Work to complete —
Lines to restate from the data below: from the one containing "In order to click on Set" to the one containing "Image resolution: width=1067", both included. Give them again exactly, and only them.

Material supplied —
◇ ◇ ◇ ◇ ◇
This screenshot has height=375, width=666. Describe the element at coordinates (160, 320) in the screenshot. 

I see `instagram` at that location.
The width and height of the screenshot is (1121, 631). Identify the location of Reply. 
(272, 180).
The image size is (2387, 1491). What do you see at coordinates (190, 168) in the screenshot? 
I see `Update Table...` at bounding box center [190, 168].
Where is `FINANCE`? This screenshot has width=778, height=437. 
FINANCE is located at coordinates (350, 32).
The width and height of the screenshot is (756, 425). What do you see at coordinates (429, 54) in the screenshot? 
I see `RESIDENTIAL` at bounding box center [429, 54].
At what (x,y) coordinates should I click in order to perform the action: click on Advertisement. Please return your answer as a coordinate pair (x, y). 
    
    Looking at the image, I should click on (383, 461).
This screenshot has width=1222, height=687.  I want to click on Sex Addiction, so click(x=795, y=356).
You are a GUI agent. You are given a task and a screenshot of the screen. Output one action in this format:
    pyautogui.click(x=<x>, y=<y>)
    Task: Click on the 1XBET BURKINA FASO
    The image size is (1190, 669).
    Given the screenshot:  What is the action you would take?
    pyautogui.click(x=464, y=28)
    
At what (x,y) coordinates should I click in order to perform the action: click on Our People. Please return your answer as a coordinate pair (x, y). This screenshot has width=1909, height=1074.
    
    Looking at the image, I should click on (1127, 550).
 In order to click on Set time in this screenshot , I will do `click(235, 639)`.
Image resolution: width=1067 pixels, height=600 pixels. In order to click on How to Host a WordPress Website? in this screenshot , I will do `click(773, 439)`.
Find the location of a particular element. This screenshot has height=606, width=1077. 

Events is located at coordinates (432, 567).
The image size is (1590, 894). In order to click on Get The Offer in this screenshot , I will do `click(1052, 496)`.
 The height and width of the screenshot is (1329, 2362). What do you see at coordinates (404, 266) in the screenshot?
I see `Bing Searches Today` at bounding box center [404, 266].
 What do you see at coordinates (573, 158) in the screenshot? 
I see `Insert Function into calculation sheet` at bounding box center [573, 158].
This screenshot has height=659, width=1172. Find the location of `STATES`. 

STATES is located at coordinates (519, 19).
◇ ◇ ◇ ◇ ◇
Task solution —
 In order to click on Set time in this screenshot , I will do `click(235, 639)`.
Image resolution: width=1067 pixels, height=600 pixels. In order to click on How to Host a WordPress Website? in this screenshot , I will do `click(773, 439)`.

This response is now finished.